Kings of Fish Debuted on Amazon Prime, Featuring San Pedro Fish Market By Writer and Contributor Emily McGinn

Photo courtesy San Pedro Fish Market

San Pedro Fish Market has made the jump to a streaming platform with their new season of “Kings of Fish.” The reality show, formerly an award-winning web series produced by the restaurant group, debuted on Amazon Prime on Aug. 13.

The show follows the San Pedro Fish Market, which is the largest restauranteur family empire in the United States. The series is set in San Pedro and follows the family as they navigate managing the multi-million dollar business and the drama that comes with it, including an eviction.

Michael “Mike” Ungaro is the CEO and co-owner of San Pedro Fish Market. His father, Mackey Ungaro, founded the restaurant in 1956.

“[The series] is about my family and the history of how we started as a small corner shop selling seafood to locals out of stainless steel ice chest and a space that was about 200 square feet in 1956, and how we grew into one of the largest, most successful restaurants in the country over the course of six decades,” Ungaro said. “And [it covers] a lot of the trials and tribulations that we've dealt with. There's a lot of humor, there's some drama. And it's pretty authentic.”

Kings of Fish is new to Amazon Prime, but it is not new to fans. The show ran for seven seasons as a web series produced by the restaurant family online, garnering more than 60 million episode views.

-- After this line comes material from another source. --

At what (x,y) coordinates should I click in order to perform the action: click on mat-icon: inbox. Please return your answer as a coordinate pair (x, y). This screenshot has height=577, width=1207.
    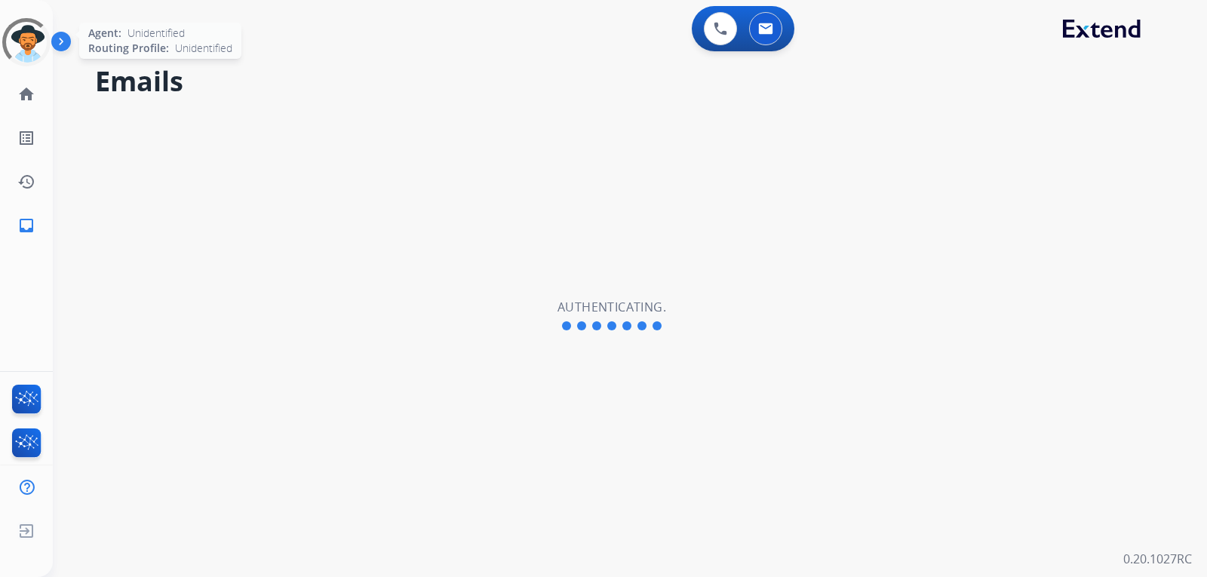
    Looking at the image, I should click on (26, 225).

The format was much different, with episodes spanning less than 10 minutes.

Ungaro said the family launched the web series in June 2016 and continued with it because it helped with expanding the brand.

“We knew we had a social media following, and we thought, if we take the series and we produce it ourselves, maybe it would help to amplify what we were already doing on social media,” Ungaro said. “It instantly got a ton of views. We saw a huge spike in sales that we couldn't have accounted for any other way, almost like a 25-30% increase in our sales for that month, and it was already our busiest month of the year. So we thought, ‘We have something here, so we should continue on with it.’”

However, the final season during COVID-19 brought the show to a halt. During the pandemic, one of the family members, Tommy Amalfitano Jr., son of one of the founders Tommy Amalfitano Sr., passed away from COVID.

Initially, when they were approached to do a network series, the family was uncertain about if they wanted to move forward with the show in light of Tommy Jr.’s death. Ungaro also had reservations from past conversations they had with networks in which producers wanted fighting, drama and fabrication. However, the family decided together to do the show.

“What we ultimately decided was this might be a great way to memorialize [Tommy Jr.], because he was part of our family, and he was a big part of the show,” Ungaro said. “And we sat down with his kids, and his dad and my partner, Tommy Sr., and we ultimately said, this might work. So that's what we did. And we made this season that you see now.”

The major storyline of the story is the drama surrounding their eviction notice about two years ago for the location they had occupied in San Pedro since 1982.

“[It] gave us an opportunity to not just continue telling our story, but to demonstrate the story of how resilient we are, how innovative we can be, and how as a family, we work together to deal with traumatic situations like losing people that we care about in the family and also dealing with, for the second time in our history, being evicted and having to work out of the parking lot,” Ungaro said. “The same thing happened in the late ’70s when we were building this building that we just left.”

Although the show deals with dramatic situations, Ungaro said that one of the most valuable aspects of the series is capturing the family being themselves.

“My dad passed away when he was 56 years old, and Tommy Jr. was 55, so I could relate to what his kids were going through, because I was their age when I lost my dad,” Ungaro said. “And as I thought about it, I go, you know, what do I have for my dad? I have some photos and a couple videos, because this was the ’90s. But these kids, the Amalfitano family, they have seven seasons of their dad being himself — television-quality video of him — in addition to all the photos and their memories. I think it was really unique.

“What I took for granted was that we've captured parts of our life that aren't fabricated. It's authentic. It's who we are. It's what we do. And it's on video forever for anyone to watch.”

Ungaro and the family hope to reach the benchmark of at least 100,000 views in the first 30 days of going live on Amazon Prime so that they can be renewed for another two seasons. They have plenty of content in the pipeline, including a new restaurant spot planned for Northern California and potentially one in the Anaheim area. They are also looking to expand their e-commerce and retail products.

“Really what all this is is it’s us transforming the company from being just restaurants and seafood markets into a media brand,” Ungaro said. “And that opens up a whole bunch of opportunities for employees [who might] like working here, but [are] tired of flipping fajitas. [They] want to do something else. Great — we need it. We're producing content, there's social media, there's marketing. It just really opens us up to a lot of new opportunities for people that want to try something different, that are willing to learn a new skill or a new trade. So I'm excited about that. I just think it's a whole bunch of new possibilities for everybody.”